#### [HOW TO COMPLETE THIS TASK]
Starting with the first line and ending with the last, transcribe the data exactly.

RECORDED DATA Start Marker

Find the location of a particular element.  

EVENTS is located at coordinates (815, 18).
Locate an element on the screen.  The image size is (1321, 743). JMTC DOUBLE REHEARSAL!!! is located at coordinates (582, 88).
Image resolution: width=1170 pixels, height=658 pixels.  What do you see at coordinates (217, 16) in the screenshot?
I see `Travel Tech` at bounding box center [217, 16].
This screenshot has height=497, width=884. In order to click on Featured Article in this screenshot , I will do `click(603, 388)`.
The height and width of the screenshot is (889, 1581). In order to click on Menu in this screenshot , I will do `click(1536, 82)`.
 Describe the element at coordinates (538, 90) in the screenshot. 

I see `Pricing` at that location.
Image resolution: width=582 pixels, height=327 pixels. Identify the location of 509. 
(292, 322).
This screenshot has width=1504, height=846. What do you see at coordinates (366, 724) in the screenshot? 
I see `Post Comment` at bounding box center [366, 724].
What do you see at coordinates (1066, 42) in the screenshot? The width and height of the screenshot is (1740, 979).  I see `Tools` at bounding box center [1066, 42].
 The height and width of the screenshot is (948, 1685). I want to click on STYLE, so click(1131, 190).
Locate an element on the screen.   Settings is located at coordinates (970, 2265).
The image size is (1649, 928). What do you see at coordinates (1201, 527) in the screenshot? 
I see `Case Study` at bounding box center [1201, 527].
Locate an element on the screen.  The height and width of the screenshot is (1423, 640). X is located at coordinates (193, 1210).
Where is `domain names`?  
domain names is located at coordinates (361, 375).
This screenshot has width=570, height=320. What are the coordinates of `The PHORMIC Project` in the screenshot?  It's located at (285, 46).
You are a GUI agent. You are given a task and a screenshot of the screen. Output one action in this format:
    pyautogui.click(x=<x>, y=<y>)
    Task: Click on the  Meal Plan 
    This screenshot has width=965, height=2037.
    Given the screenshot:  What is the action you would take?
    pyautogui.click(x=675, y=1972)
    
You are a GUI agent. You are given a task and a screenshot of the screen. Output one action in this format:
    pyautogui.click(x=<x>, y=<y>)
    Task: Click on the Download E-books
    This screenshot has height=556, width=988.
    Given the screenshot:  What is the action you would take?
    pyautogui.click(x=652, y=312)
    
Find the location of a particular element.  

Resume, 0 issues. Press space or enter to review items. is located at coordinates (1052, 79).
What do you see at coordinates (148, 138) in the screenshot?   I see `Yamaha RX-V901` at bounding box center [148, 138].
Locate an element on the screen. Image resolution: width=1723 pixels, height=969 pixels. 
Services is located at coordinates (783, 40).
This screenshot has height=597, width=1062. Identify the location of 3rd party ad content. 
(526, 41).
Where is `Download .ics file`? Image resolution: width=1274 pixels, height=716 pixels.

RECORDED DATA End Marker

#### [EXPECTED ANSWER]
Find the location of a particular element.  

EVENTS is located at coordinates (815, 18).
Locate an element on the screen.  The image size is (1321, 743). JMTC DOUBLE REHEARSAL!!! is located at coordinates (582, 88).
Image resolution: width=1170 pixels, height=658 pixels.  What do you see at coordinates (217, 16) in the screenshot?
I see `Travel Tech` at bounding box center [217, 16].
This screenshot has height=497, width=884. In order to click on Featured Article in this screenshot , I will do `click(603, 388)`.
The height and width of the screenshot is (889, 1581). In order to click on Menu in this screenshot , I will do `click(1536, 82)`.
 Describe the element at coordinates (538, 90) in the screenshot. 

I see `Pricing` at that location.
Image resolution: width=582 pixels, height=327 pixels. Identify the location of 509. 
(292, 322).
This screenshot has width=1504, height=846. What do you see at coordinates (366, 724) in the screenshot? 
I see `Post Comment` at bounding box center [366, 724].
What do you see at coordinates (1066, 42) in the screenshot? The width and height of the screenshot is (1740, 979).  I see `Tools` at bounding box center [1066, 42].
 The height and width of the screenshot is (948, 1685). I want to click on STYLE, so click(1131, 190).
Locate an element on the screen.   Settings is located at coordinates (970, 2265).
The image size is (1649, 928). What do you see at coordinates (1201, 527) in the screenshot? 
I see `Case Study` at bounding box center [1201, 527].
Locate an element on the screen.  The height and width of the screenshot is (1423, 640). X is located at coordinates (193, 1210).
Where is `domain names`?  
domain names is located at coordinates (361, 375).
This screenshot has width=570, height=320. What are the coordinates of `The PHORMIC Project` in the screenshot?  It's located at (285, 46).
You are a GUI agent. You are given a task and a screenshot of the screen. Output one action in this format:
    pyautogui.click(x=<x>, y=<y>)
    Task: Click on the  Meal Plan 
    This screenshot has width=965, height=2037.
    Given the screenshot:  What is the action you would take?
    pyautogui.click(x=675, y=1972)
    
You are a GUI agent. You are given a task and a screenshot of the screen. Output one action in this format:
    pyautogui.click(x=<x>, y=<y>)
    Task: Click on the Download E-books
    This screenshot has height=556, width=988.
    Given the screenshot:  What is the action you would take?
    pyautogui.click(x=652, y=312)
    
Find the location of a particular element.  

Resume, 0 issues. Press space or enter to review items. is located at coordinates (1052, 79).
What do you see at coordinates (148, 138) in the screenshot?   I see `Yamaha RX-V901` at bounding box center [148, 138].
Locate an element on the screen. Image resolution: width=1723 pixels, height=969 pixels. 
Services is located at coordinates (783, 40).
This screenshot has height=597, width=1062. Identify the location of 3rd party ad content. 
(526, 41).
Where is `Download .ics file`? Image resolution: width=1274 pixels, height=716 pixels.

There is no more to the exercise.